Buyer’s guide to financial education 

What is financial education?

Financial education as a benefit can take many forms. At its simplest, it could simply mean providing online or workplace-based resources which employees can access in order to boost their understanding of their finances. At the higher end, financial education programmes can be holistic, providing multimedia resources, including individual guidance or advice, financial modelling and health checks, and targeted communications.

A decade ago, financial education was mostly product-focused, and accessed through a provider. This is still an option today; for example, most pension providers will be able to provide information or even workshops to help employees understand their retirement savings and the products on offer to them via their employer. This is also the case for other financial benefits, such as saving schemes.

In the time since, however, financial education has grown from being a supplemental provision to understand the benefits on offer, to a benefit in its own right. Employers are now more likely to provide an independent service, which does not steer employees toward a particular product.

Now, financial education can be broken down into three tranches: education, guidance and advice. The first provides generalised resources, such as seminars or video content, educating staff on financial topics such as income tax, savings schemes, general budgeting advice, or retirement. The second is more individualised, allowing staff to speak to an expert one-on-one, who can help them understand the particulars affecting their own situation; they cannot, however, steer the person towards a specific solution. The third is regulated, and takes it a step further than guidance. Advice means speaking with an accredited expert who can actively advise and help the individual through managing their finances. This can be particularly important at specific stages, such as for those individuals approaching retirement.

Certain providers, such as Wealth at Work, provide both guidance and regulated advice, and are therefore able to understand at which point the employee needs to move from one to the other.

How does financial education work? 

Unlike other benefits, there is no end to the variety available in this market. An employer might choose to take the time to build a scheme for itself: a website with a bank of resources, benefit information and access to guidance, for example, entirely tailored to its own needs.

Alternatively, it could outsource to any number of providers with different schemes on offer, from on-site seminars and clinics, to personalised video content, or even access to habit-forming nudges through an app.

What are the costs involved?  

Again, this entirely depends on what an employer thinks it needs, as well as the number of employees, and how it envisions delivering the education.

As a base point, it is worth checking what is already available at no extra cost. This means speaking with existing providers, such as for pensions, and discovering what they can offer. This does only provide a limited approach, however.

As an example of something more in-depth, using a video animation to deliver financial communications, with stock animation and no unique branding, might cost £3,000, while a bespoke, tailored and branded option could be £10,000.

When considering webcasts, a basic powerpoint with a voiceover could cost £6,000, the next step up with a talking head could be £7,500, whereas something fully engaging with a green screen and infographics, for example, might be between £25,000 and £30,000.

What are the benefits? 

There are numerous potential benefits to providing a scheme which helps staff take control of their finances. For example, financial stress can be a significant cause behind sick leave, presenteeism and low productivity.

Simply using financial education to promote the benefits an employer provides can have its own value in increasing the return on investment (ROI) of those benefits, as well as helping staff shore up their financial wellbeing. This is only going to become more important in the face of the growing cost-of-living crisis.

In order to understand the value versus cost, it is worth commencing with a trial and measuring the outcomes against whichever metrics are most relevant and important to the business.

Are there any tax or legal implications? 

Financial education schemes can face complications when it comes to the boundary between regulated advice and unregulated guidance. Employers should work with providers that understand the difference, and make it clear to employees that if they do choose to access financial advice, specifically, they do so, and enter into any actions as a result of this advice, such as investments or savings vehicles, at their own cost and risk.

As for tax, generic guidance, specific to the employer not the employee, does not have a benefit-in-kind implication. However, one-to-one sessions can be more complex. For example, employers can spend up to £500 per employee on pensions guidance without a tax charge, and there are also exceptions from benefit-in-kind implications for welfare counselling, which includes debt.

What are the current market trends? 

This is a multifaceted industry with many moving parts, but one overarching trend is that financial education has been largely taken over as part of the wider ‘financial wellbeing’ picture and that, in turn, is only one facet of a holistic approach to employee wellbeing.

The link between financial wellbeing and elements like mental and even physical health is becoming clearer, and employers are looking for effective, engaging education programmes to do more than just tell staff about their pensions, but instead to feed into a wider approach to wellbeing and positive behaviours.

In terms of the education itself, a key trend is the increasing need for a multimedia approach. This means including in-person, or virtual, sessions, as well as resources to read, watch or even interact with.

Who are the main players? 

The wide range of options open to employers, including providing their own resources, means that the list of providers is vast. Some key names, most likely to provide across the full scope of available options, include Close Brothers Asset Management, Wealth at Work, Chase de Vere, Nudge Global, Octopus Money, and Aon Employee Benefits.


▶ WHAT YOU WILL DO
Retype the line in which "Image is 740x397 pixels." appears, then every line after it until the records end. Leave out the pictures.

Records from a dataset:
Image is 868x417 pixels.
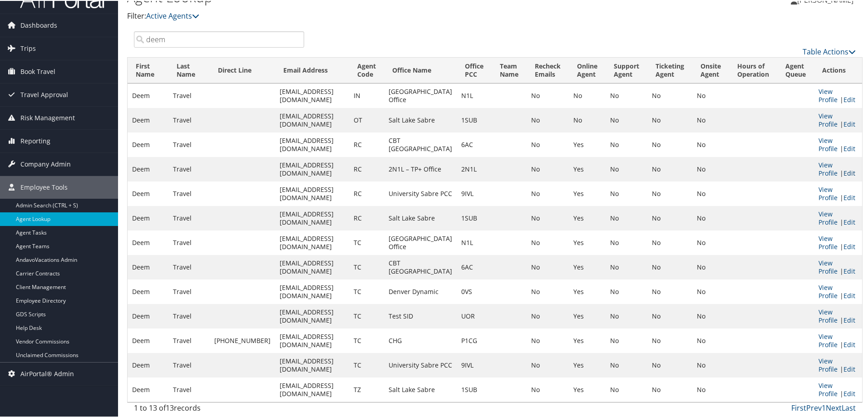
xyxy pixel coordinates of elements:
[807,402,822,412] a: Prev
[210,57,276,83] th: Direct Line: activate to sort column ascending
[648,328,693,352] td: No
[819,332,838,348] a: View Profile
[648,57,693,83] th: Ticketing Agent: activate to sort column ascending
[349,376,384,401] td: TZ
[527,254,569,279] td: No
[457,156,491,180] td: 2N1L
[814,352,862,376] td: |
[693,107,729,131] td: No
[648,83,693,107] td: No
[819,111,838,128] a: View Profile
[457,205,491,230] td: 1SUB
[276,107,349,131] td: [EMAIL_ADDRESS][DOMAIN_NAME]
[819,86,838,103] a: View Profile
[128,279,168,303] td: Deem
[21,83,68,105] span: Travel Approval
[128,303,168,328] td: Deem
[457,230,491,254] td: N1L
[168,83,209,107] td: Travel
[569,205,605,230] td: Yes
[21,105,75,129] span: Risk Management
[168,230,209,254] td: Travel
[276,352,349,376] td: [EMAIL_ADDRESS][DOMAIN_NAME]
[693,131,729,156] td: No
[527,131,569,156] td: No
[814,279,862,303] td: |
[276,57,349,83] th: Email Address: activate to sort column ascending
[349,205,384,230] td: RC
[819,306,838,324] a: View Profile
[605,107,648,131] td: No
[276,205,349,230] td: [EMAIL_ADDRESS][DOMAIN_NAME]
[134,30,304,47] input: Search
[384,376,457,401] td: Salt Lake Sabre
[146,10,200,20] a: Active Agents
[384,107,457,131] td: Salt Lake Sabre
[168,180,209,205] td: Travel
[128,180,168,205] td: Deem
[21,129,50,152] span: Reporting
[826,402,842,412] a: Next
[527,328,569,352] td: No
[491,57,527,83] th: Team Name: activate to sort column ascending
[457,107,491,131] td: 1SUB
[210,328,276,352] td: [PHONE_NUMBER]
[814,205,862,230] td: |
[349,279,384,303] td: TC
[844,266,855,275] a: Edit
[276,230,349,254] td: [EMAIL_ADDRESS][DOMAIN_NAME]
[527,180,569,205] td: No
[693,279,729,303] td: No
[569,131,605,156] td: Yes
[648,303,693,328] td: No
[569,303,605,328] td: Yes
[276,254,349,279] td: [EMAIL_ADDRESS][DOMAIN_NAME]
[384,328,457,352] td: CHG
[384,180,457,205] td: University Sabre PCC
[569,156,605,180] td: Yes
[527,107,569,131] td: No
[527,57,569,83] th: Recheck Emails: activate to sort column ascending
[457,352,491,376] td: 9IVL
[569,230,605,254] td: Yes
[693,376,729,401] td: No
[21,362,74,384] span: AirPortal® Admin
[605,205,648,230] td: No
[276,156,349,180] td: [EMAIL_ADDRESS][DOMAIN_NAME]
[128,376,168,401] td: Deem
[844,143,855,152] a: Edit
[648,279,693,303] td: No
[648,156,693,180] td: No
[384,131,457,156] td: CBT [GEOGRAPHIC_DATA]
[605,376,648,401] td: No
[276,303,349,328] td: [EMAIL_ADDRESS][DOMAIN_NAME]
[569,352,605,376] td: Yes
[693,205,729,230] td: No
[168,205,209,230] td: Travel
[844,217,855,225] a: Edit
[648,180,693,205] td: No
[814,376,862,401] td: |
[605,83,648,107] td: No
[527,83,569,107] td: No
[648,230,693,254] td: No
[168,352,209,376] td: Travel
[276,328,349,352] td: [EMAIL_ADDRESS][DOMAIN_NAME]
[605,180,648,205] td: No
[128,328,168,352] td: Deem
[349,328,384,352] td: TC
[844,290,855,299] a: Edit
[569,57,605,83] th: Online Agent: activate to sort column ascending
[128,352,168,376] td: Deem
[814,83,862,107] td: |
[693,156,729,180] td: No
[814,131,862,156] td: |
[349,254,384,279] td: TC
[527,205,569,230] td: No
[21,13,57,36] span: Dashboards
[569,107,605,131] td: No
[569,254,605,279] td: Yes
[819,160,838,176] a: View Profile
[349,352,384,376] td: TC
[814,303,862,328] td: |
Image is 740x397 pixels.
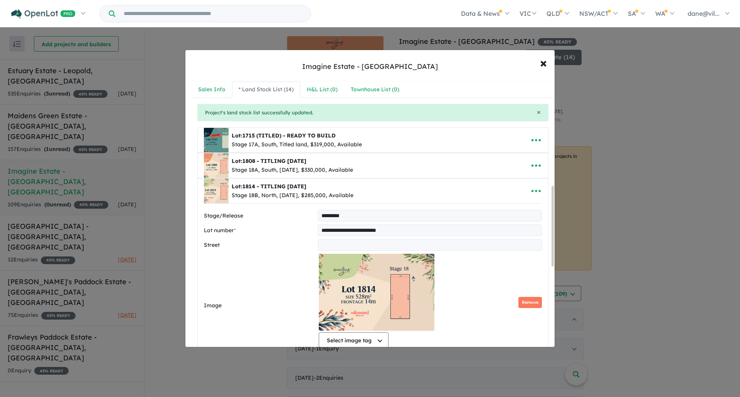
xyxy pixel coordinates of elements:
[242,132,336,139] span: 1715 (TITLED) - READY TO BUILD
[11,9,76,19] img: Openlot PRO Logo White
[204,241,315,250] label: Street
[204,211,315,221] label: Stage/Release
[302,62,438,72] div: Imagine Estate - [GEOGRAPHIC_DATA]
[197,104,548,122] div: Project's land stock list successfully updated.
[232,132,336,139] b: Lot:
[198,85,225,94] div: Sales Info
[537,107,540,116] span: ×
[232,140,362,149] div: Stage 17A, South, Titled land, $319,000, Available
[204,301,316,310] label: Image
[232,183,306,190] b: Lot:
[351,85,399,94] div: Townhouse List ( 0 )
[232,158,306,164] b: Lot:
[537,109,540,116] button: Close
[540,54,547,71] span: ×
[687,10,719,17] span: dane@vil...
[232,191,353,200] div: Stage 18B, North, [DATE], $285,000, Available
[242,158,306,164] span: 1808 - TITLING [DATE]
[204,179,228,203] img: Imagine%20Estate%20-%20Strathfieldsaye%20-%20Lot%201814%20-%20TITLING%20DECEMBER%202025___1754964...
[204,153,228,178] img: Imagine%20Estate%20-%20Strathfieldsaye%20-%20Lot%201808%20-%20TITLING%20DECEMBER%202025___1750725...
[232,166,353,175] div: Stage 18A, South, [DATE], $330,000, Available
[242,183,306,190] span: 1814 - TITLING [DATE]
[319,254,434,331] img: Imagine Estate - Strathfieldsaye - Lot 1814 - TITLING DECEMBER 2025
[117,5,309,22] input: Try estate name, suburb, builder or developer
[204,226,315,235] label: Lot number
[518,297,542,308] button: Remove
[204,128,228,153] img: Imagine%20Estate%20-%20Strathfieldsaye%20-%20Lot%201715%20-TITLED-%20-%20READY%20TO%20BUILD___174...
[238,85,294,94] div: * Land Stock List ( 14 )
[307,85,337,94] div: H&L List ( 0 )
[319,332,388,348] button: Select image tag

▶ EXPECTED ANSWER
Image is 740x397 pixels.
xyxy pixel coordinates of elements:
[242,132,336,139] span: 1715 (TITLED) - READY TO BUILD
[11,9,76,19] img: Openlot PRO Logo White
[204,241,315,250] label: Street
[204,211,315,221] label: Stage/Release
[302,62,438,72] div: Imagine Estate - [GEOGRAPHIC_DATA]
[197,104,548,122] div: Project's land stock list successfully updated.
[232,132,336,139] b: Lot:
[198,85,225,94] div: Sales Info
[537,107,540,116] span: ×
[232,140,362,149] div: Stage 17A, South, Titled land, $319,000, Available
[204,301,316,310] label: Image
[232,183,306,190] b: Lot:
[351,85,399,94] div: Townhouse List ( 0 )
[232,158,306,164] b: Lot:
[537,109,540,116] button: Close
[540,54,547,71] span: ×
[687,10,719,17] span: dane@vil...
[232,191,353,200] div: Stage 18B, North, [DATE], $285,000, Available
[242,158,306,164] span: 1808 - TITLING [DATE]
[204,179,228,203] img: Imagine%20Estate%20-%20Strathfieldsaye%20-%20Lot%201814%20-%20TITLING%20DECEMBER%202025___1754964...
[204,153,228,178] img: Imagine%20Estate%20-%20Strathfieldsaye%20-%20Lot%201808%20-%20TITLING%20DECEMBER%202025___1750725...
[232,166,353,175] div: Stage 18A, South, [DATE], $330,000, Available
[242,183,306,190] span: 1814 - TITLING [DATE]
[319,254,434,331] img: Imagine Estate - Strathfieldsaye - Lot 1814 - TITLING DECEMBER 2025
[117,5,309,22] input: Try estate name, suburb, builder or developer
[204,226,315,235] label: Lot number
[518,297,542,308] button: Remove
[204,128,228,153] img: Imagine%20Estate%20-%20Strathfieldsaye%20-%20Lot%201715%20-TITLED-%20-%20READY%20TO%20BUILD___174...
[238,85,294,94] div: * Land Stock List ( 14 )
[307,85,337,94] div: H&L List ( 0 )
[319,332,388,348] button: Select image tag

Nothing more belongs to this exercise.